Walk Me Home by Catherine Ryan Hyde

Belonging

WalkWalk Me Home by Catherine Ryan Hyde is a contemporary novel about searching to belong and I really enjoyed it.

Sixteen year old Carly and eleven year old Jen spend much of the novel walking. They are on a journey looking for home. Carly has a restless spirit that cannot settle. She is focussed in her search. Jen has a calmer nature. She knows a truth that Carly has yet to grasp – home is not a place, home is a relationship and being with people who love you. Will Carly ever grasp this truth?

Carly and Jen are a unit. They are sisters. They have a bond. Carly has a dominant personality. She loves Jen but doesn’t always hear correctly what she is saying. Carly wants Jen and everything else in the world to fit in with her views. She fails to mould her life into the circumstances and people around her.

Catherine Ryan Hyde presents a wonderful picture of the Native Americans in her fictional Wakapi tribe. The reader can ‘feel’ their love and concern and ‘see’ their way of life.

Jen is far closer to the natural world than Carly. “You think if it wasn’t made by a person, it’s nothing at all.” Jen can see the beauty in nature and adapts to her surroundings whereas Carly just sees a barren landscape.

The girls have a great moral code. They realise stealing is wrong.

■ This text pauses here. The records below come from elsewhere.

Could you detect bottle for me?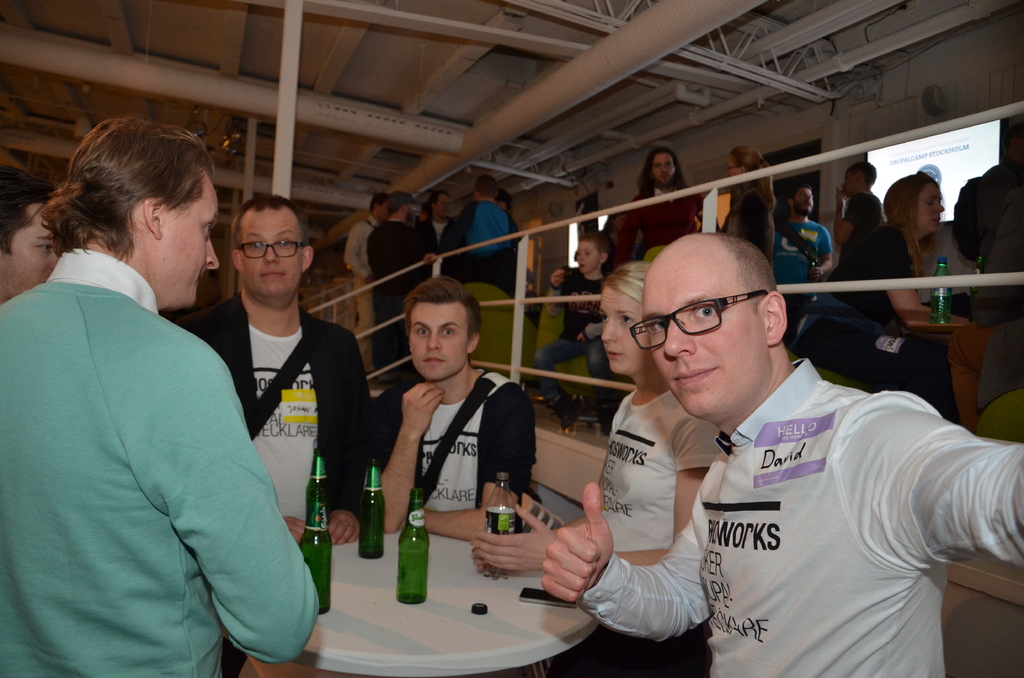
Detection result: <box>483,471,515,579</box>.
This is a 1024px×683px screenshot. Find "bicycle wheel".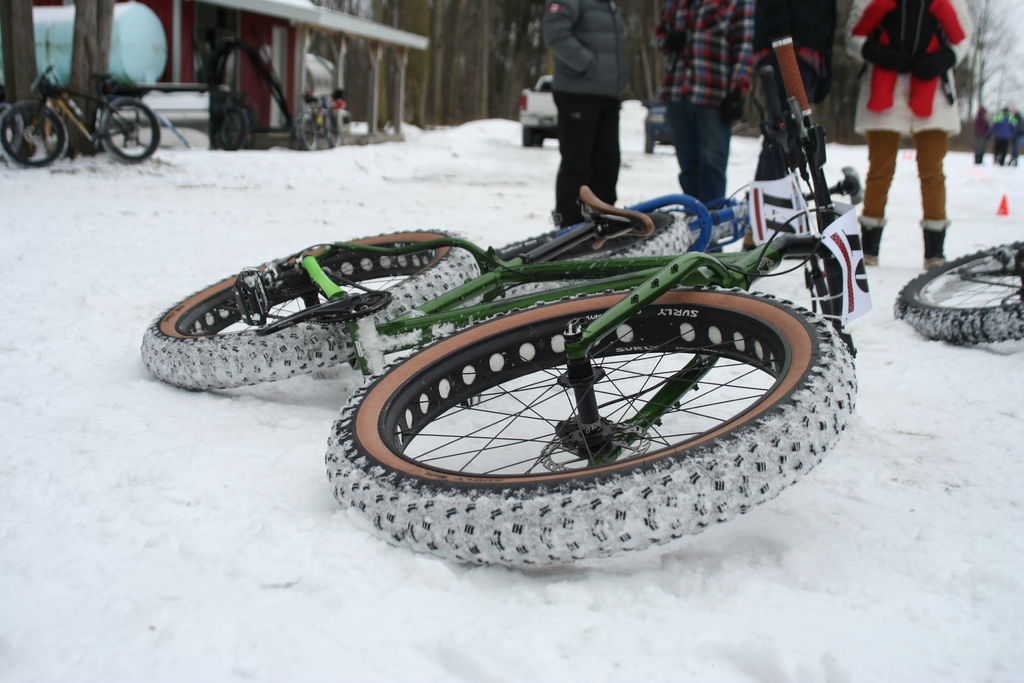
Bounding box: {"left": 98, "top": 95, "right": 158, "bottom": 167}.
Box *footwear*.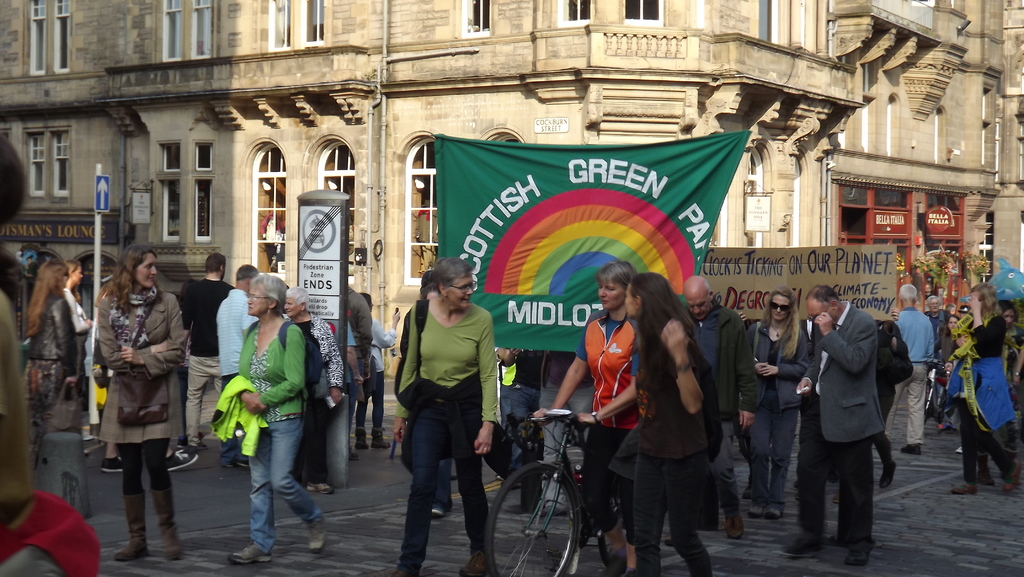
<region>956, 460, 979, 497</region>.
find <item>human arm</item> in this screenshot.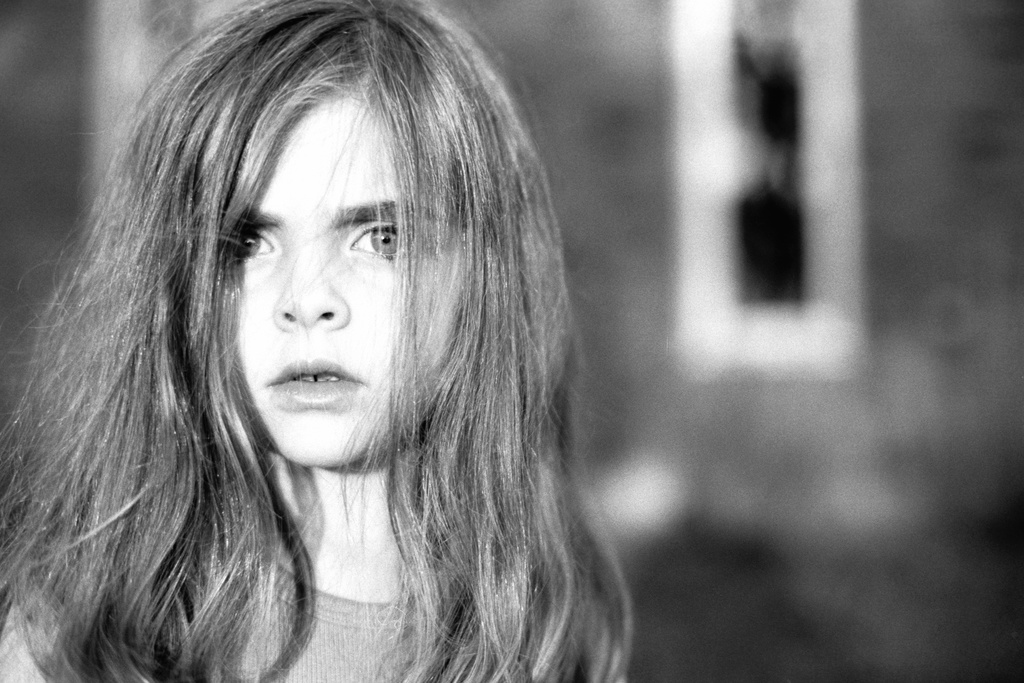
The bounding box for <item>human arm</item> is <box>0,503,175,682</box>.
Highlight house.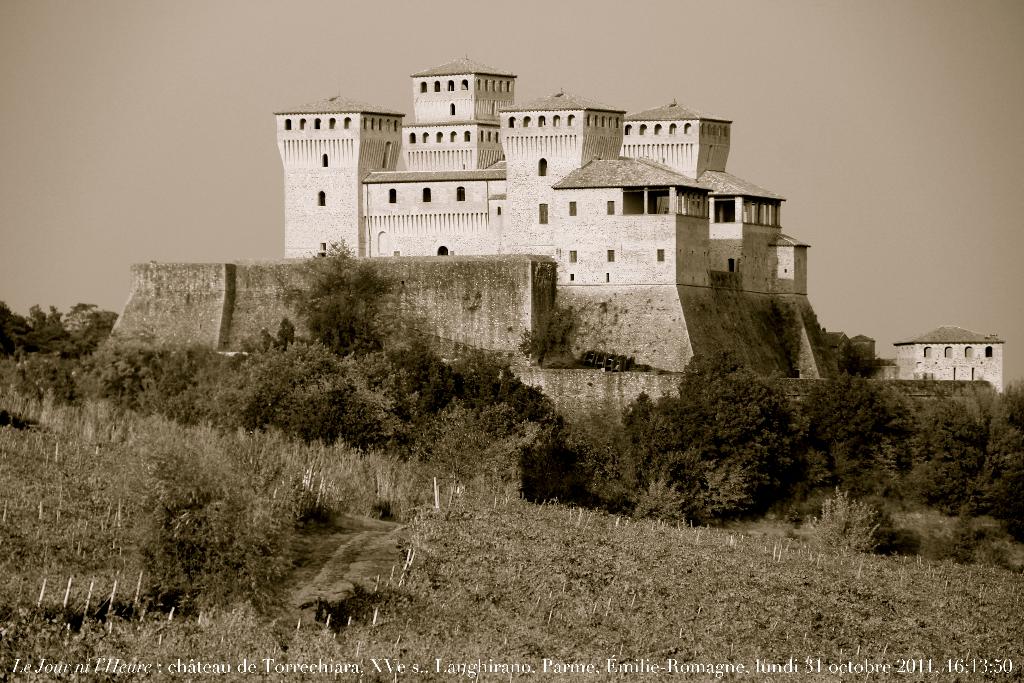
Highlighted region: [883,325,1006,384].
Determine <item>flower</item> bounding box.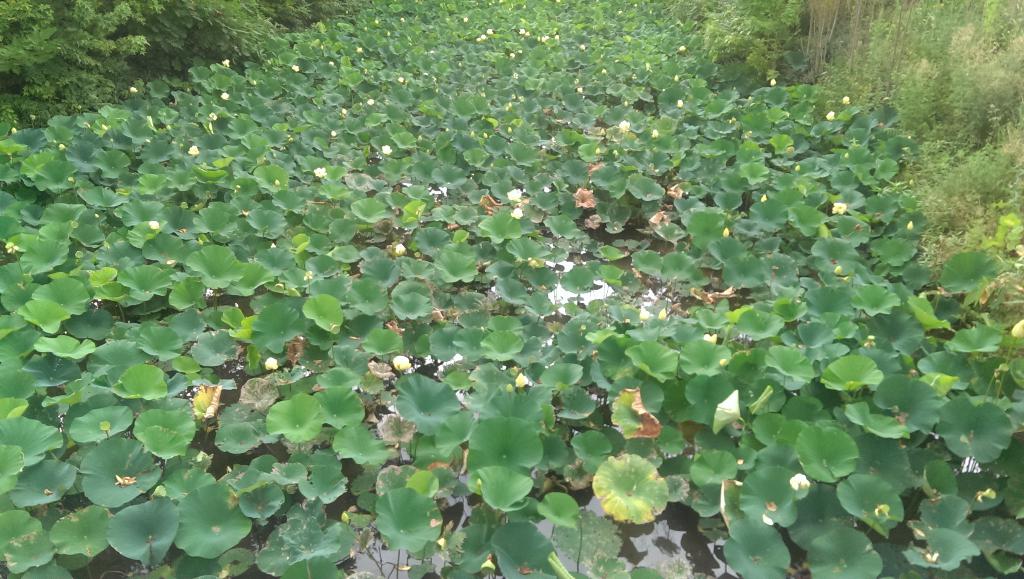
Determined: x1=293, y1=63, x2=301, y2=71.
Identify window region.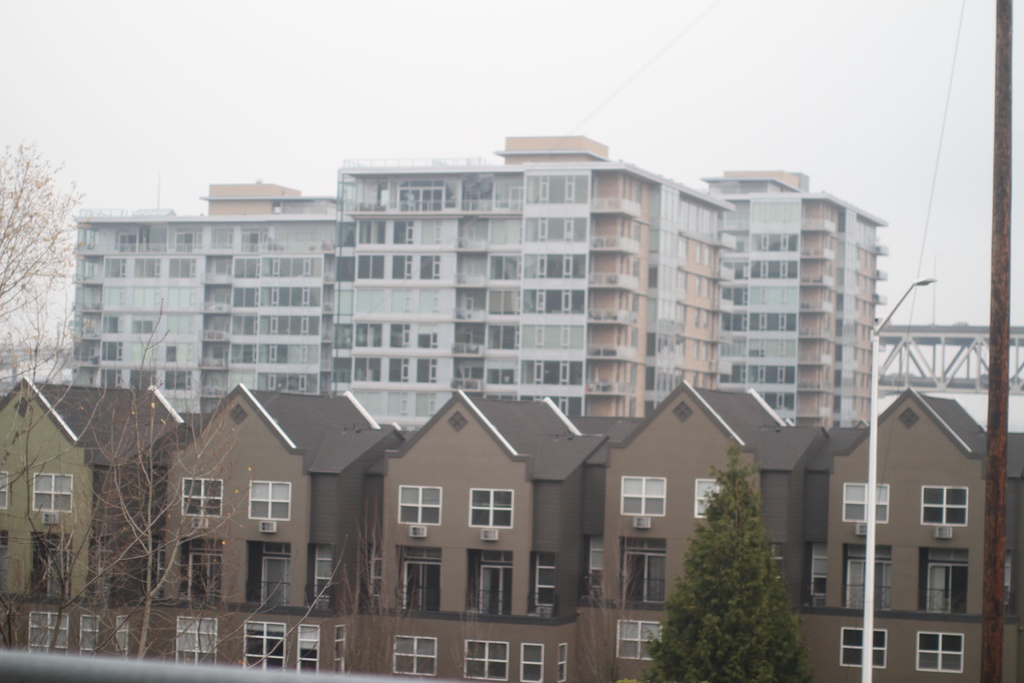
Region: 246, 544, 291, 609.
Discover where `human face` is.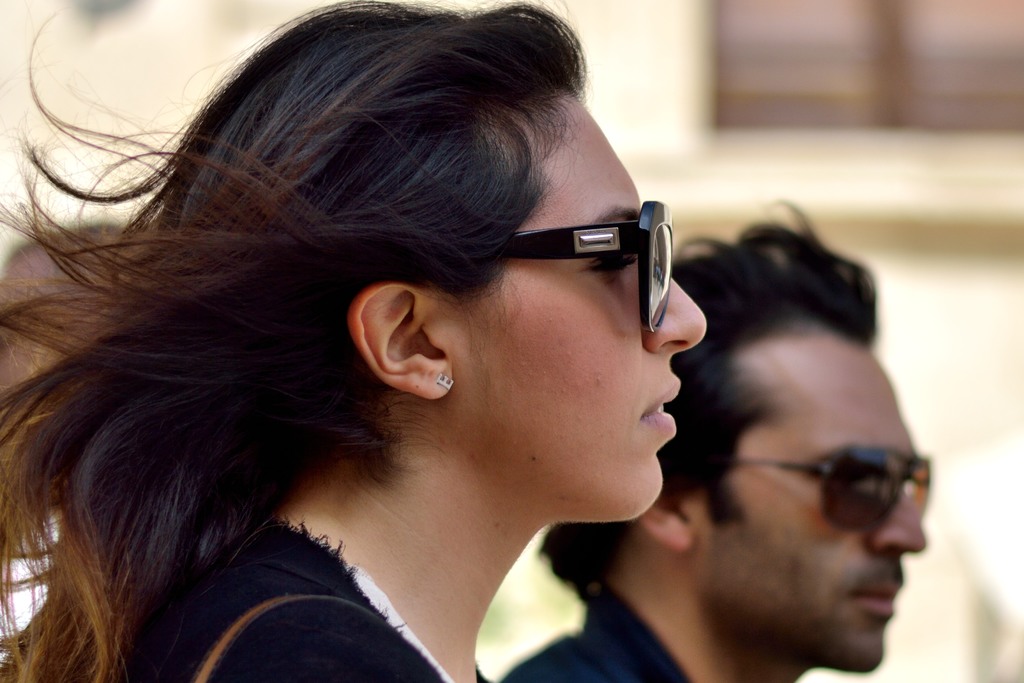
Discovered at {"x1": 696, "y1": 335, "x2": 925, "y2": 671}.
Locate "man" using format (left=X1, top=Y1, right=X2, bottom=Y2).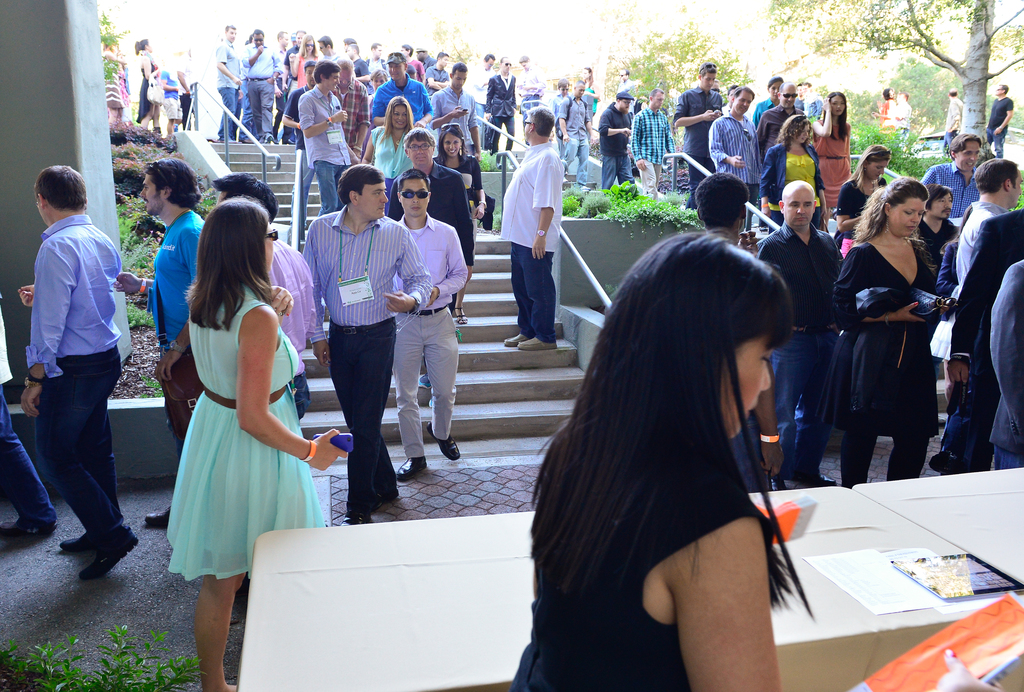
(left=948, top=206, right=1023, bottom=475).
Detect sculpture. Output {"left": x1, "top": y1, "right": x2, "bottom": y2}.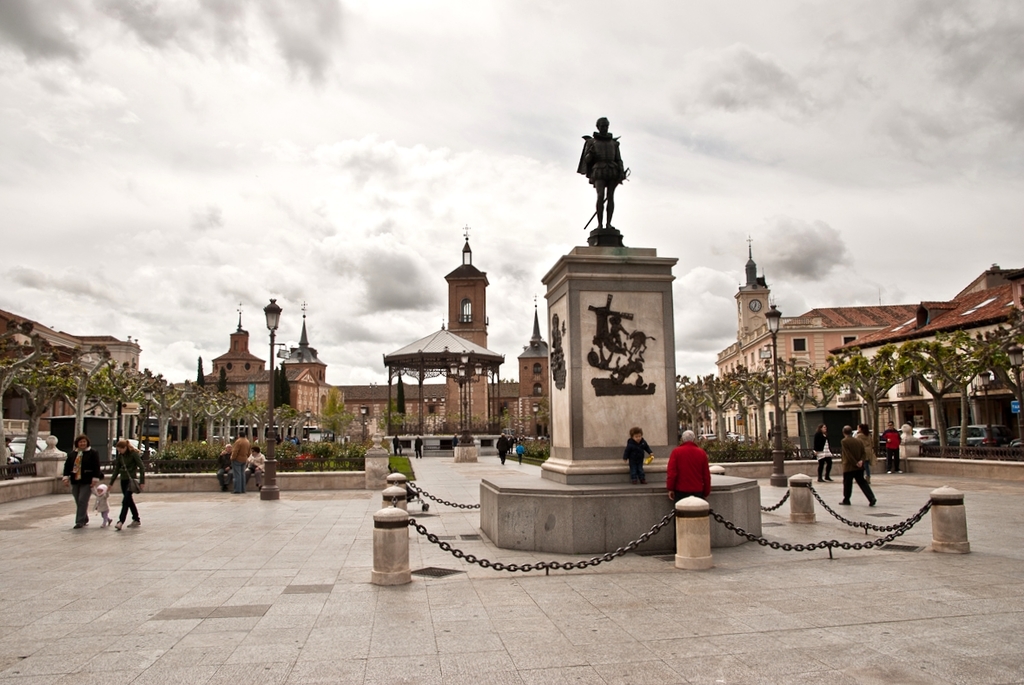
{"left": 587, "top": 293, "right": 653, "bottom": 394}.
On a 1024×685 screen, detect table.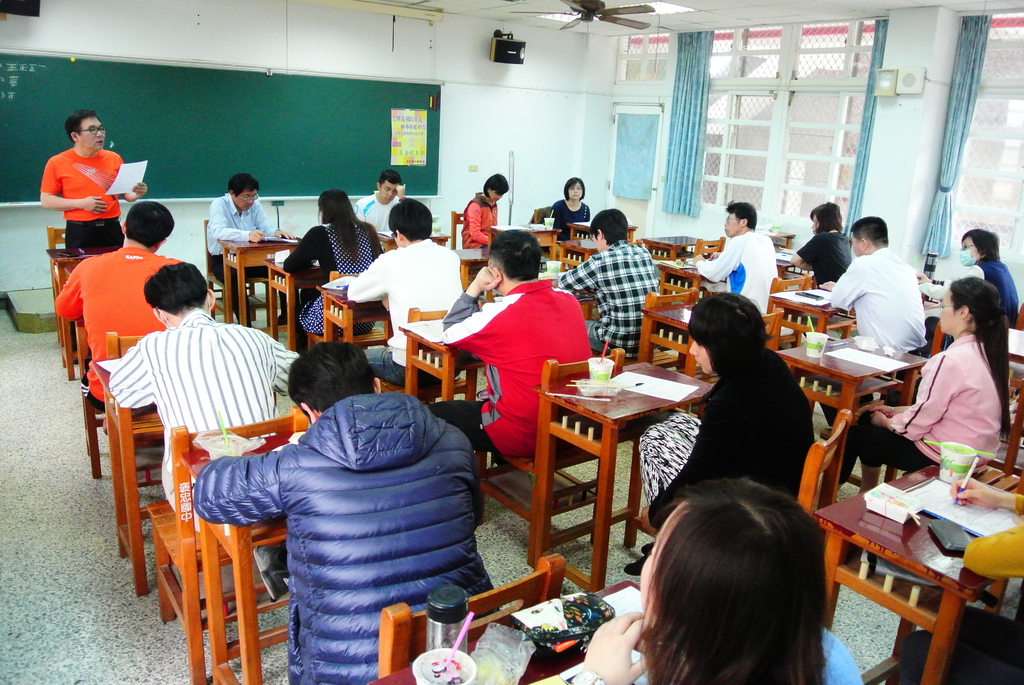
select_region(486, 228, 559, 269).
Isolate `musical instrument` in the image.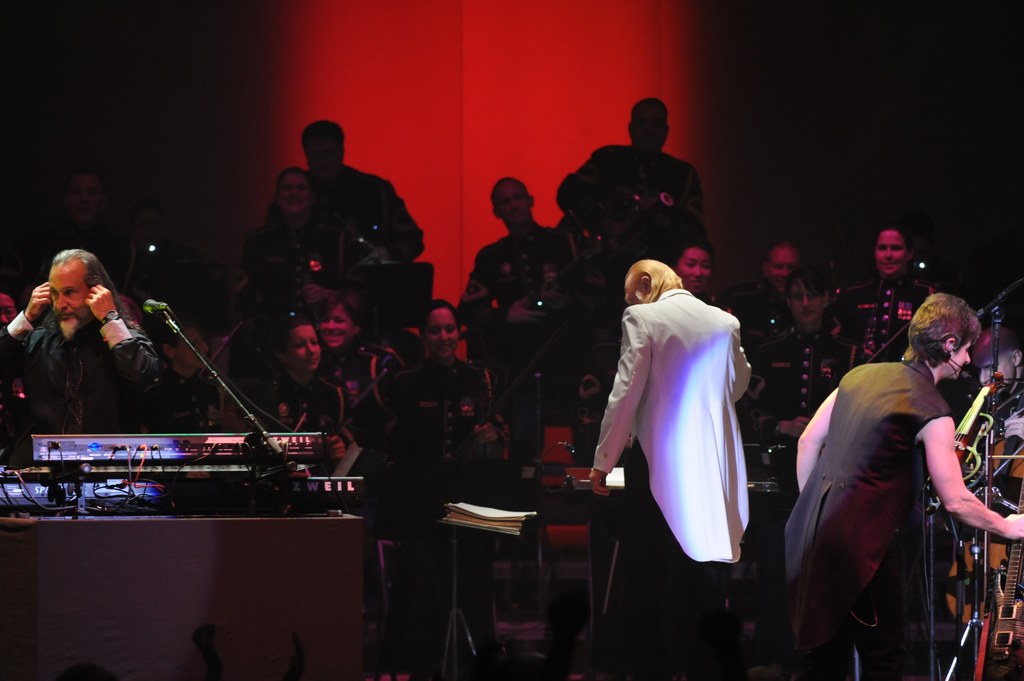
Isolated region: pyautogui.locateOnScreen(0, 423, 375, 506).
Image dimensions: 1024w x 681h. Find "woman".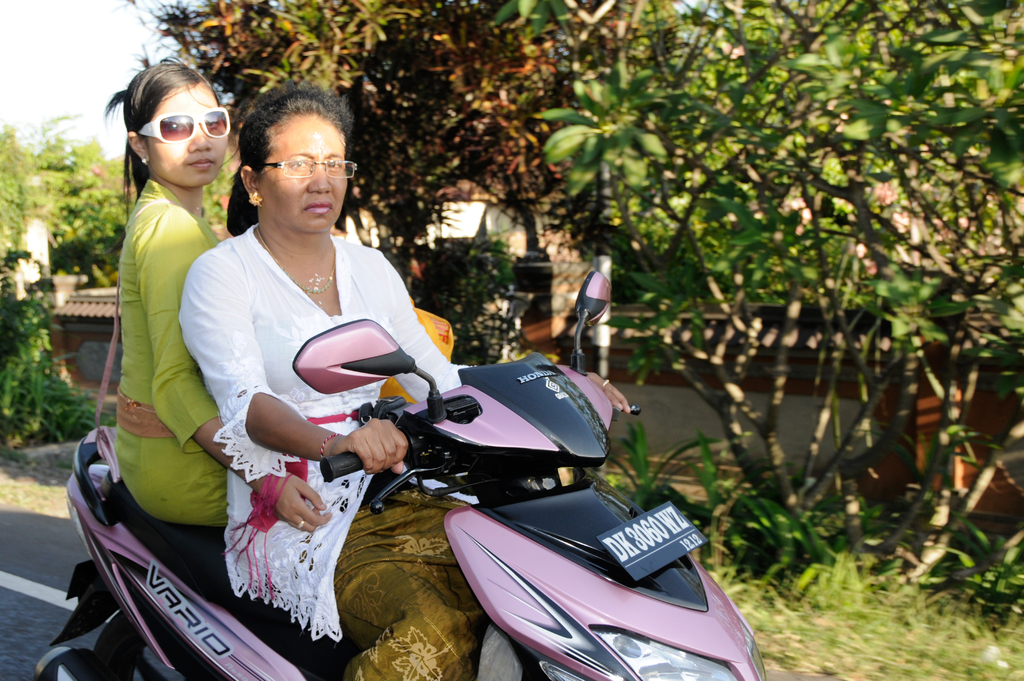
bbox=[97, 45, 333, 542].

Carly has every intention of repaying whatever they borrowed. They both have good hearts.

The reader can ‘feel’ Carly’s pain as she searched to belong. It seemed to her that in all circumstances, Jen was always chosen over her. Carly felt like a second class citizen and just wanted to be put first in life.

Catherine Ryan Hyde showed how people can have big hearts. Not everyone is motivated by the “what’s in it for me?” syndrome. Some people just give without expecting anything back. The reader has their faith restored in the goodness of humanity.

Walk Me Home did have its dark themes of alcoholism, child abuse and domestic abuse. All were sensitively dealt with by Catherine Ryan Hyde. The reader was left at the close of the novel, with the innate feeling that people are good and kind.

I love Catherine Ryan Hyde’s novels. I always know that I am going to be completely absorbed in the pages of the book. I can highly recommend her novels.